I’ve been posting a number of stories this past week or so on advances made in exploiting the quantum entanglement phenomenon so that it has a macroscopic effect. But there’s a paper this week which is arguing that we can actually use entangled photons to entangle human beings.
The idea is pretty straightforward. The human eye is sensitive enough to be able to detect a single photon. So, in a dark enough room, if you send out a pair of entangled photons and both are seen by human beings. Effectively you have “entangled” the wave functions of the human detectors as a result…
“But there’s a problem: the number of photons needed to trigger detection, which is about 7 in humans. How do you reliably entangle at least this number of photons and still carry out the necessary tests?
Today, Sekasti and co lay out the various methods for transferring or cloning the entanglement from one of a pair of entangled photons to an ensemble of at least 7 photons, which would be large enough for a human to see. In such an experiment, a human eye would detect this handful of photons while a conventional single photon detector spots the other photon.
The question is whether the entanglement between the original pair of photons is preserved in this new ensemble in a way that allows a measurement that can only be explained in terms of a superluminal influence.
Their conclusion is that such a measurement is still possible but within certain limits. Sekatski and co say that the data only allows conclusions to be drawn about the initial 2-photon pair. But the bottom line is that it is definitely possible for a real person to see quantum correlations with the naked eye.”
Read the full article here.
Heh. Not much use, but it’s a neat idea. And it pushes the expected boundary between macroscopic and microscopic physics further into the human realm than most other experiments have imagined doing.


**INSTRUCTIONS TO FOLLOW:** Please give the number of lines that hold the string "axis" in the listing, without any other words.

+++ DATA SHOWN

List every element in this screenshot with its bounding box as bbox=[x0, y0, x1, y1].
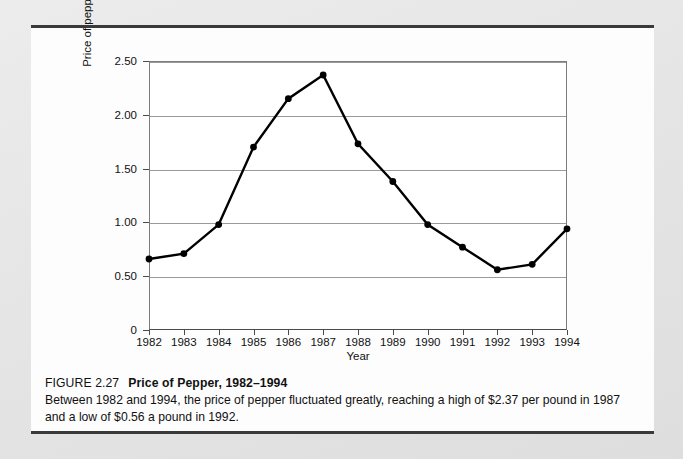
x-tick-label: 1994 bbox=[554, 337, 580, 349]
x-tick-mark bbox=[288, 330, 289, 335]
x-tick-label: 1991 bbox=[450, 337, 476, 349]
y-tick-label: 1.00 bbox=[31, 217, 137, 229]
x-tick-label: 1992 bbox=[485, 337, 511, 349]
data-point bbox=[564, 225, 571, 232]
data-point bbox=[250, 144, 257, 151]
x-tick-label: 1985 bbox=[241, 337, 267, 349]
y-tick-label: 0 bbox=[31, 325, 137, 337]
x-tick-mark bbox=[219, 330, 220, 335]
data-point bbox=[424, 221, 431, 228]
figure-number: FIGURE 2.27 bbox=[45, 376, 119, 390]
y-tick-label: 0.50 bbox=[31, 271, 137, 283]
series-markers bbox=[146, 72, 571, 274]
x-tick-mark bbox=[532, 330, 533, 335]
page-background: Price of pepper (dollars per pound) 00.5… bbox=[0, 0, 683, 459]
x-tick-label: 1982 bbox=[136, 337, 162, 349]
x-tick-mark bbox=[254, 330, 255, 335]
x-tick-label: 1984 bbox=[206, 337, 232, 349]
line-series bbox=[149, 61, 567, 330]
y-axis-title: Price of pepper (dollars per pound) bbox=[81, 0, 93, 103]
x-tick-mark bbox=[149, 330, 150, 335]
series-line bbox=[149, 75, 567, 270]
caption-body: Between 1982 and 1994, the price of pepp… bbox=[45, 392, 625, 426]
chart-region: Price of pepper (dollars per pound) 00.5… bbox=[31, 28, 654, 373]
x-tick-label: 1990 bbox=[415, 337, 441, 349]
x-tick-label: 1988 bbox=[345, 337, 371, 349]
x-tick-label: 1983 bbox=[171, 337, 197, 349]
y-axis-title-container: Price of pepper (dollars per pound) bbox=[87, 61, 107, 330]
x-axis-title: Year bbox=[149, 350, 567, 362]
data-point bbox=[529, 261, 536, 268]
x-tick-mark bbox=[358, 330, 359, 335]
x-tick-mark bbox=[184, 330, 185, 335]
caption-title: FIGURE 2.27Price of Pepper, 1982–1994 bbox=[45, 376, 640, 390]
x-tick-mark bbox=[323, 330, 324, 335]
x-tick-label: 1993 bbox=[519, 337, 545, 349]
y-tick-label: 1.50 bbox=[31, 164, 137, 176]
x-tick-mark bbox=[567, 330, 568, 335]
figure-title: Price of Pepper, 1982–1994 bbox=[128, 376, 287, 390]
y-tick-label: 2.50 bbox=[31, 56, 137, 68]
data-point bbox=[146, 256, 153, 263]
data-point bbox=[389, 178, 396, 185]
figure-card: Price of pepper (dollars per pound) 00.5… bbox=[31, 25, 654, 434]
figure-caption: FIGURE 2.27Price of Pepper, 1982–1994 Be… bbox=[31, 376, 654, 426]
data-point bbox=[215, 221, 222, 228]
data-point bbox=[320, 72, 327, 79]
x-tick-label: 1986 bbox=[276, 337, 302, 349]
x-tick-mark bbox=[428, 330, 429, 335]
data-point bbox=[180, 250, 187, 257]
data-point bbox=[494, 266, 501, 273]
data-point bbox=[459, 244, 466, 251]
x-tick-mark bbox=[393, 330, 394, 335]
x-tick-mark bbox=[463, 330, 464, 335]
y-tick-label: 2.00 bbox=[31, 110, 137, 122]
data-point bbox=[355, 140, 362, 147]
data-point bbox=[285, 95, 292, 102]
x-tick-label: 1989 bbox=[380, 337, 406, 349]
x-tick-mark bbox=[497, 330, 498, 335]
x-tick-label: 1987 bbox=[310, 337, 336, 349]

++++++

**SOLVED PROBLEM:** 3